I blame global warming.
I keed! I keed!*But as Jack Kelly writes today in Real Clear Politics, “Dems Wise to Flee the Coming Tsunami,” focusing on what’s to come in November, via sneak previews including the losses by Democrats Alex Sink in Florida and other recent special elections. Two guesses as to what’s the theme that runs through these elections, and will continue to do so, all the way to November:
It’s clear, now, that every promise Democrats made about Obamacare was false. You can’t always keep your doctor if you want to. Health insurance premiums for many people have gone way up, not down. So has government spending on health care. Many of the uninsured don’t like Obamacare and don’t plan to buy it.
And it’s clear, too, that this administration couldn’t organize a two-car funeral.
The assumption Democrats made that, once implemented, Obamacare would be popular ranks up there with Custer’s assumption there were only a few Indians at the Little Big Horn. In an AP/GFK poll March 28 in which 30 percent of respondents were Democrats, Obamacare drew support from just 26 percent.

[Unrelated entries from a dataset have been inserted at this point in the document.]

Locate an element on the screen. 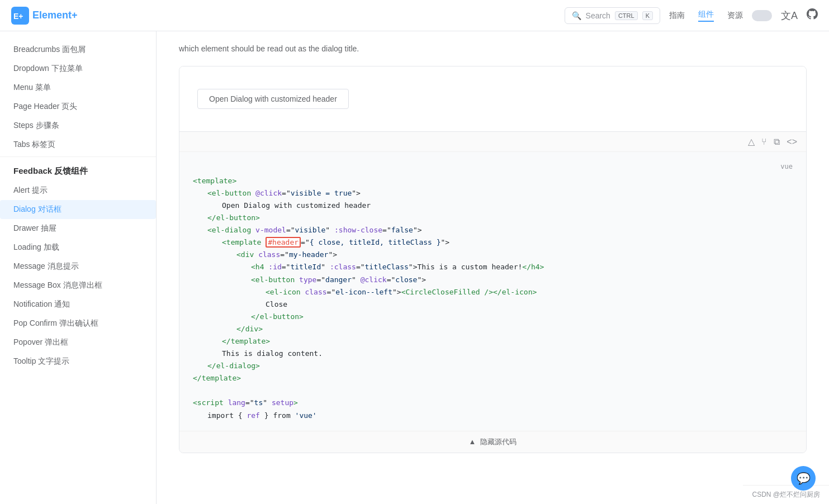  code-line-9: <el-button type="danger" @click="close"> is located at coordinates (493, 280).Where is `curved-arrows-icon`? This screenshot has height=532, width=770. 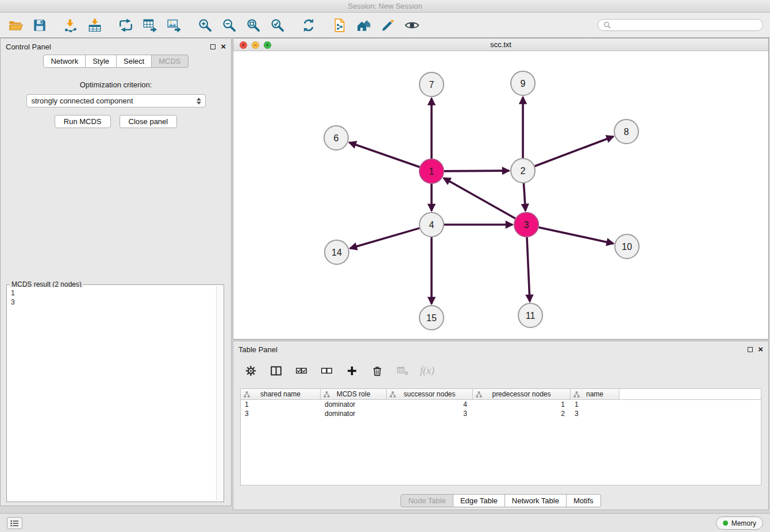 curved-arrows-icon is located at coordinates (126, 25).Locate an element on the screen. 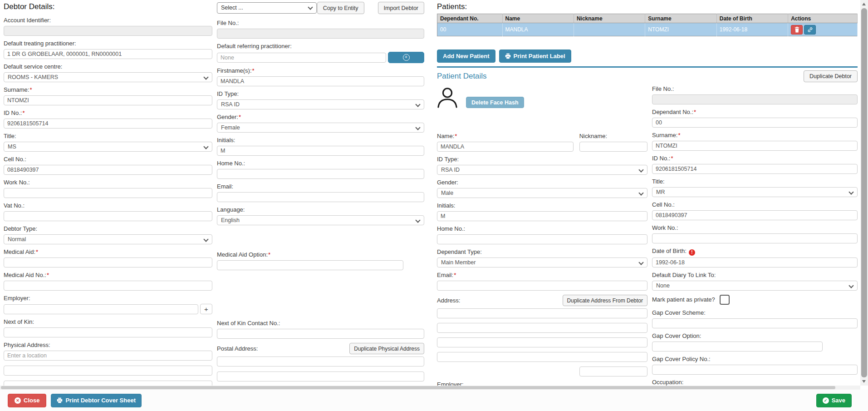 The image size is (868, 411). physical-address-line2-input is located at coordinates (108, 371).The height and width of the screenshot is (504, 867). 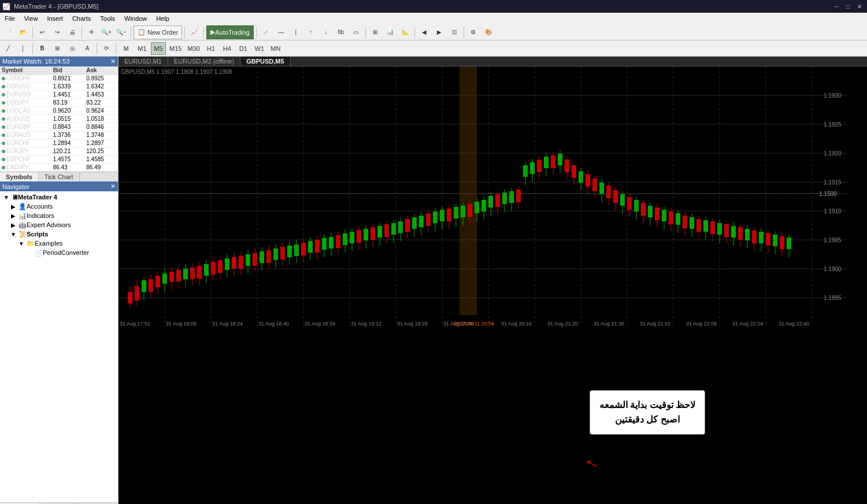 What do you see at coordinates (59, 225) in the screenshot?
I see `tree-expert-advisors: ▶ 🤖 Expert Advisors` at bounding box center [59, 225].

Soon, Democrats may look back wistfully on that poll as a high water mark. When they wrote the Obamacare law, they front-loaded what they thought were the goodies and postponed the pain. So they should know better than anyone what’s coming down the pike.
I understand why, despite this, President Obama won’t let go of his “signature legislative achievement.”
But, if Democrats had believed the promises they made to get Obamacare passed, why won’t they admit they made a terrible mistake and try sincerely to make amends?
If it’s party loyalty that keeps them out of the lifeboats, it’s been a one-way street. Mr. Obama never did much for other Democrats when he was popular. Now, for those who must run for office this year, he’s a pair of cement overshoes:
Of course, to build on a leitmotif at the Ace of Spades blog in the fall of 2010, the Tsunami only happens if you’re willing to crawl over broken glass the first Tuesday in November and Be the Wave. (To badly mix and mangle political metaphors.)
Even if you may have to hold your nose at times during the process, when the establishment GOP does boneheaded things. Or as Kevin D. Williamson recently wrote:
The three most important words in politics are: “Compared with what?” And I am more than a little sympathetic to conservatives’ complaints about the failures of elected Republicans in Washington, who consistently disappoint us even when they are in the majority. I am also sympathetic to the view that our situation may have deteriorated to the point that even a unified Republican government under the leadership of principled conservatives may not be enough to turn things around. And though I reject the notion that Mitt Romney wasn’t good enough for true-believing conservatives, let’s say, arguendo, that that was the case. Unless you are ready to give up entirely on the notion of advancing conservative principles through the ballot box, you might consider looking at things this way: Even if you do not think that it matters much whether Republicans win, it matters a great deal that Democrats lose.
In other words, you can sit home in November, or you can see how just how much rage is in Obama’s eyes despite the amount of Prozac he’ll have tossed down his gullet before his presser on Wednesday November 5th, if the GOP takes back the Senate.
It’ll be even more fun to watch knowing you helped. Be the Wave.
Related: “The next wave of Obamacare horror stories won’t be about cancellations.”
* Though conservative reaction to the left’s 45 year obsession with advancing socialism via global cooling, global warming, climate change, climate chaos or whatever they’ve rebranded Chicken Little Malthusian radical environmentalism this week will play a factor in November.